Work request: The result should be all the records, exact and complete, without a single picture.

Saved entries:
Content starts

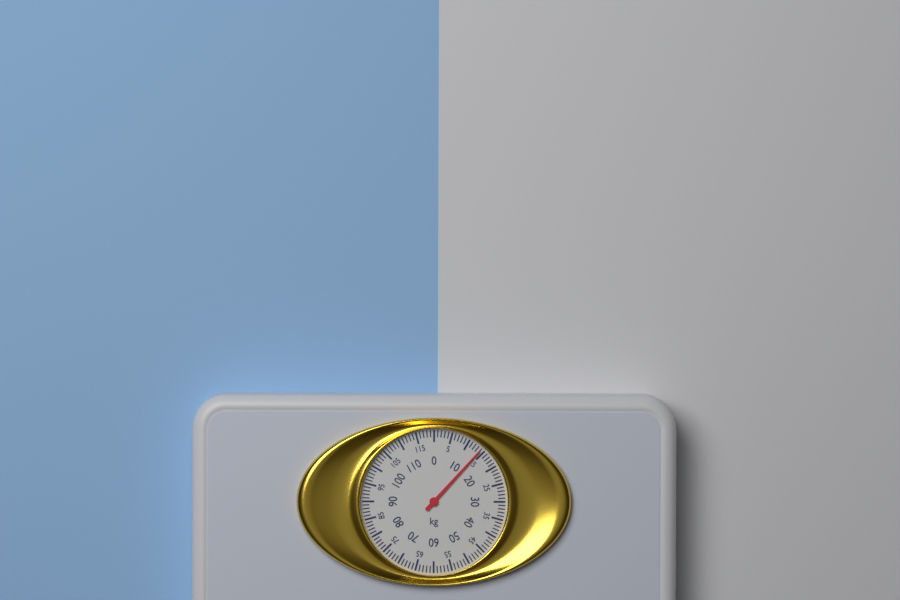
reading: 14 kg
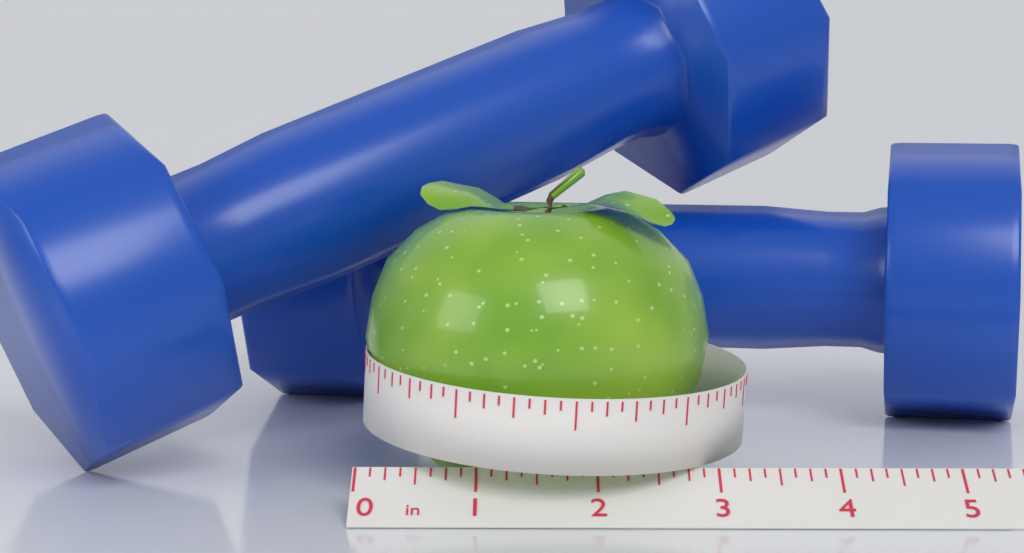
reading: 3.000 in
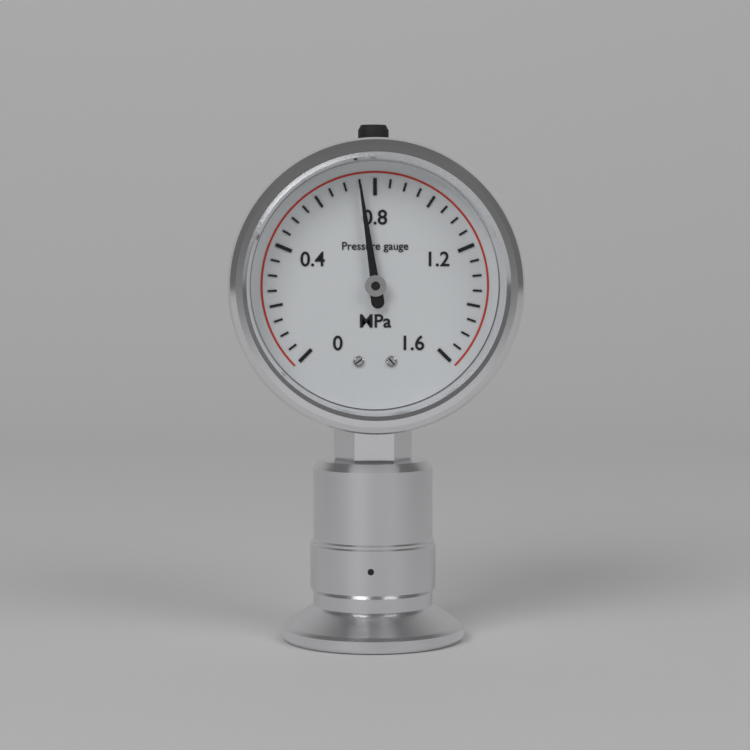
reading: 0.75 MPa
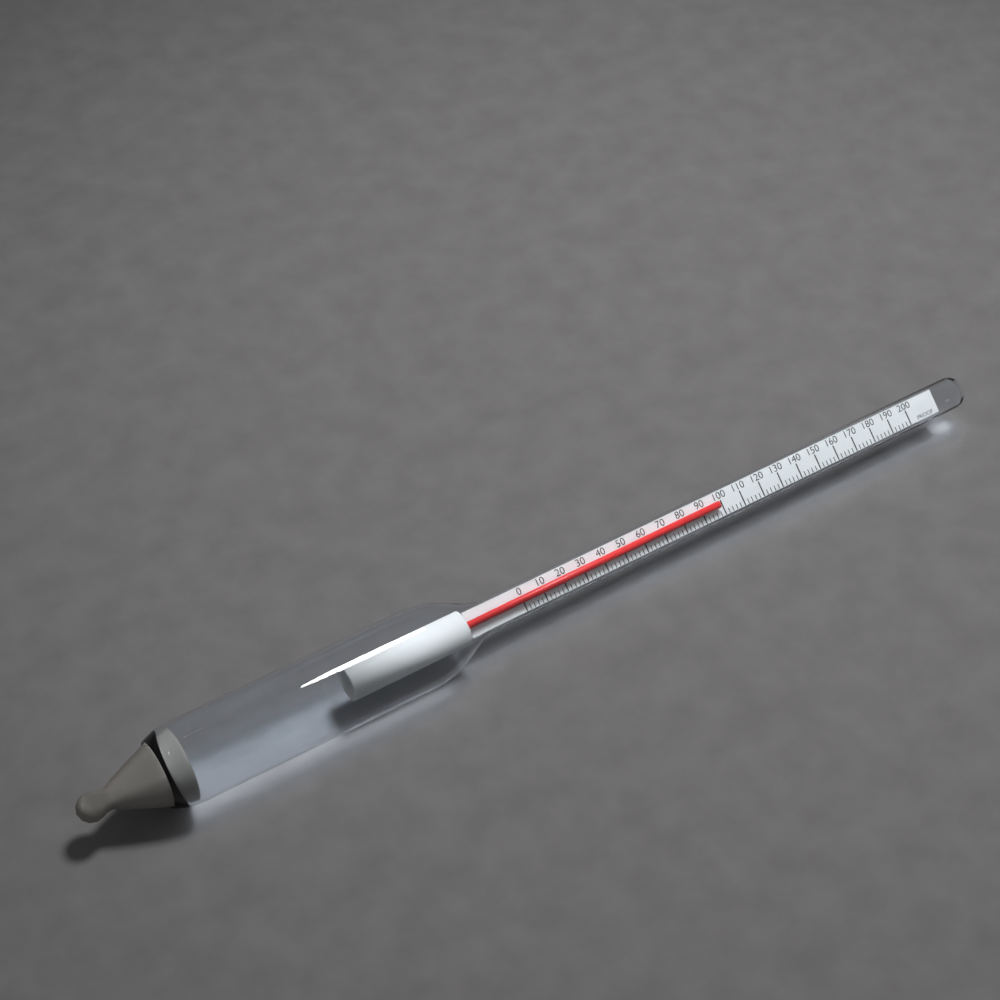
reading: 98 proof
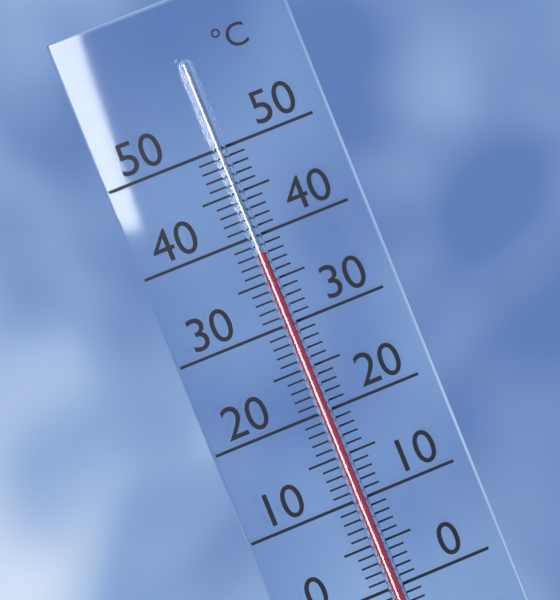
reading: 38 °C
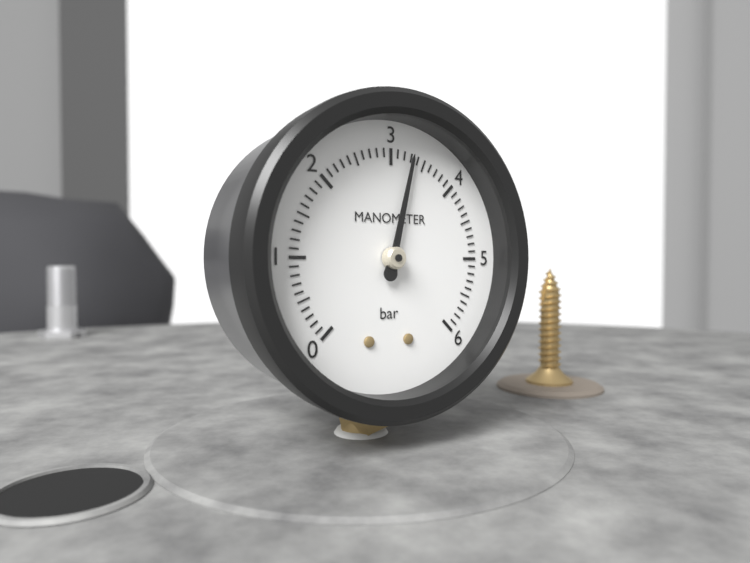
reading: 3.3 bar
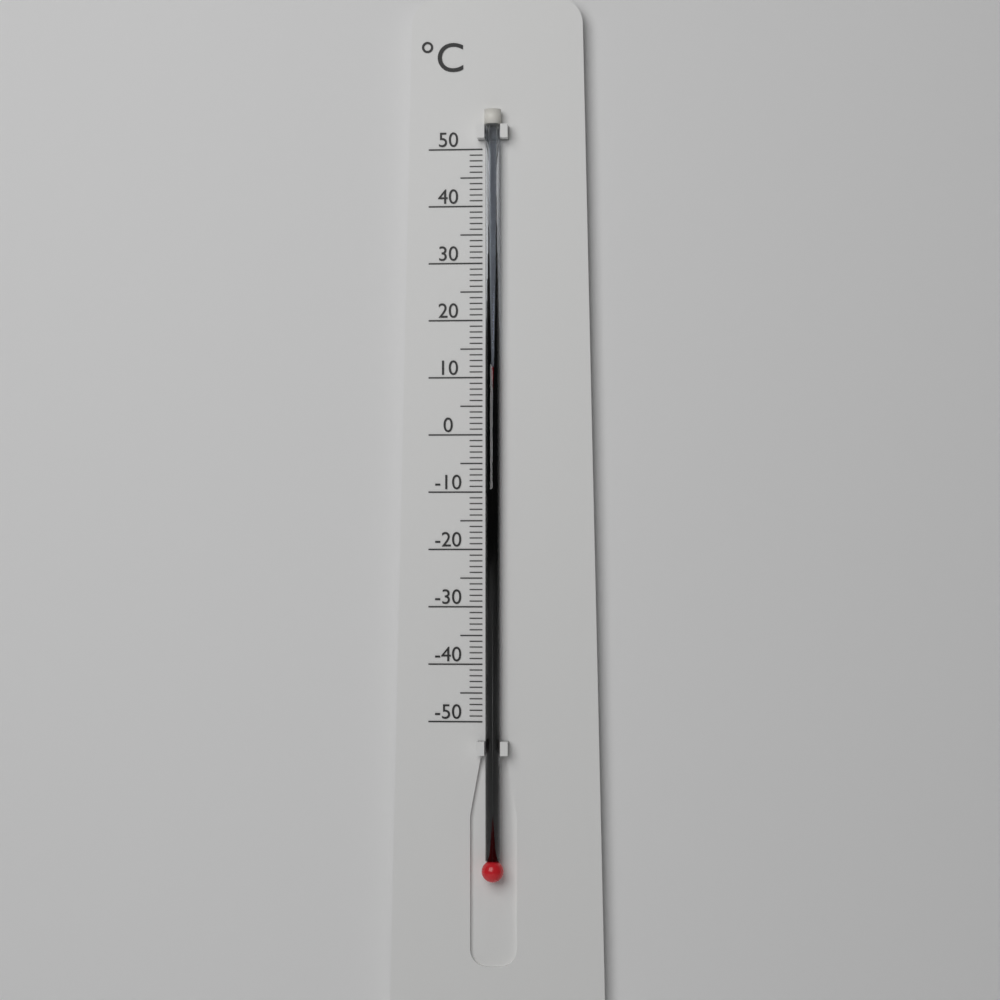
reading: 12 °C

Content ends

Response:
reading: 14 kg
reading: 3.000 in
reading: 0.75 MPa
reading: 98 proof
reading: 38 °C
reading: 3.3 bar
reading: 12 °C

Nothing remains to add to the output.